With support from the Improving Undergraduate STEM Education: Hispanic-Serving Institutions (HSI) Program, this Track 2 project aims to diversify Ecology and Evolutionary Biology degree participation and career pursuits by integrating evidence-based reforms at the course, departmental, and institutional levels.

This project is grounded in the perspective that disciplinary learning, which is a central component to a student's declared major, their advancement to upper-division coursework, degree attainment and career participation, is a critical yet understudied and underutilized equity indicator. As such, disciplinary learning is a potentially foundational strategy for diversifying STEM disciplines. Therefore, monitoring learning is essential for instructors, departments, and institutions to empirically determine whether undergraduate coursework is fostering disciplinary inclusion or exclusion. Using a novel equity framework, this project integrates measures that capture critical facets of learning and allow stakeholders to generate meaningful indicators of progress towards equity goals.
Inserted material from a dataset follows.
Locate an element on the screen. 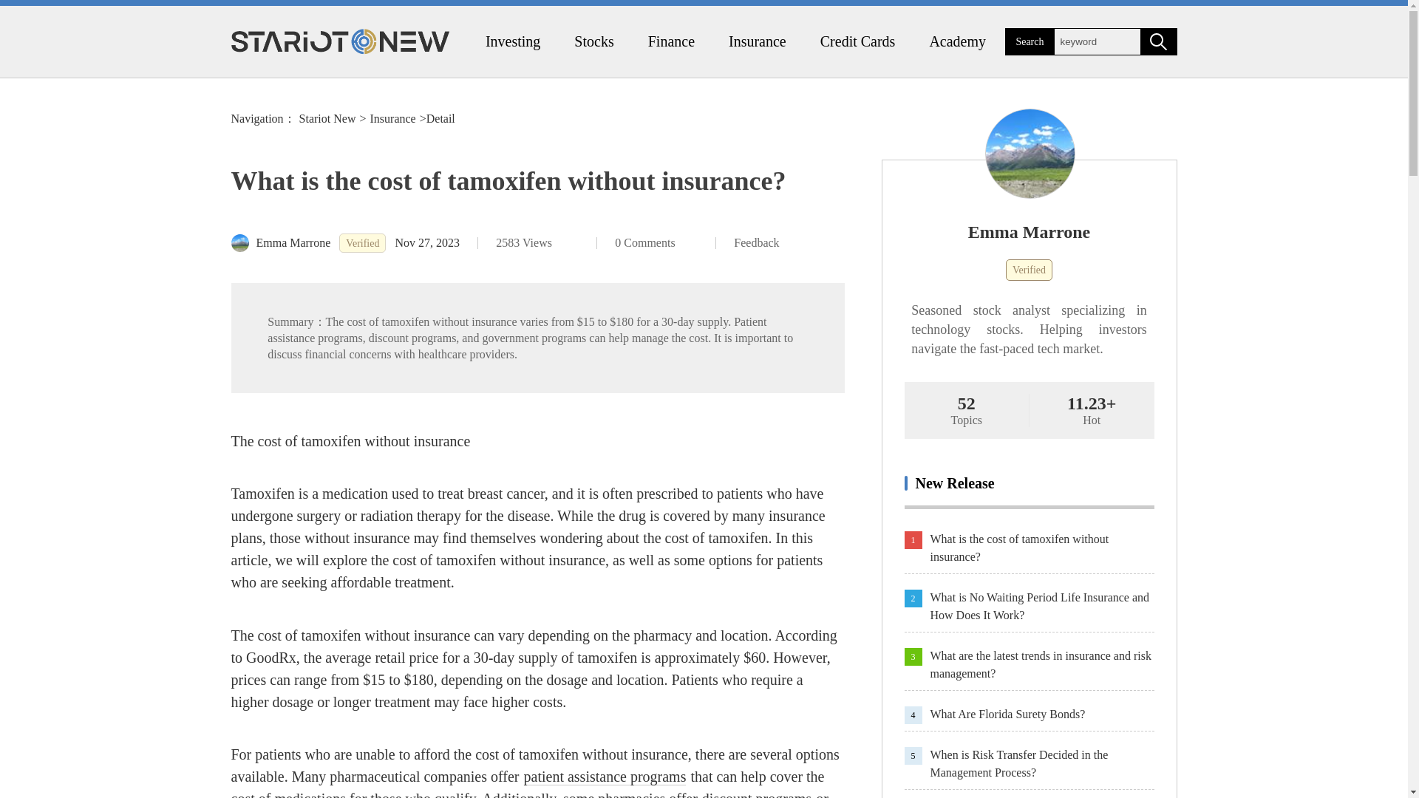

This new indicator has the potential to fill a gap in evidence-based decision making at undergraduate institutions.

At the classroom scale, the project will begin reform efforts in gateway biology courses by

  1. expanding a recently published active-learning and misconception-focused instructional approach through the interweaving of culturally-relevant curricula,
  2. integrating an Undergraduate Teaching Assistant program into biology classes to maximize student engagement and inclusion, and
  3. developing Ecology and Evolution-related career modules to link disciplinary concepts to real-world applications.

Because gateway biology is only the beginning of a student's academic journey, this project extends to the departmental scale by establishing a faculty learning community among faculty who teach the next level of ecology and evolution courses. This step will lay the groundwork to expand reforms into the next sequence of courses in the degree pathway.

At the institutional scale, the project strengthens nascent partnerships with key institutional centers to develop and deploy modules about ecology and evolution careers directly into the classroom early in a student's college experience. The approaches, materials, and results emerging from this work will be published and shared broadly with other Hispanic and Minority Serving Institutions.

The HSI Program aims to enhance undergraduate STEM education, broaden participation in STEM, and build capacity at HSIs. Achieving these aims, given the diverse nature and context of the HSIs, requires innovative approaches that incentivize institutional and community transformation and promote fundamental research (i) on engaged student learning, (ii) about what it takes to diversify and increase participation in STEM effectively, and (iii) that improves our understanding of how to build institutional capacity at HSIs are supported by this program.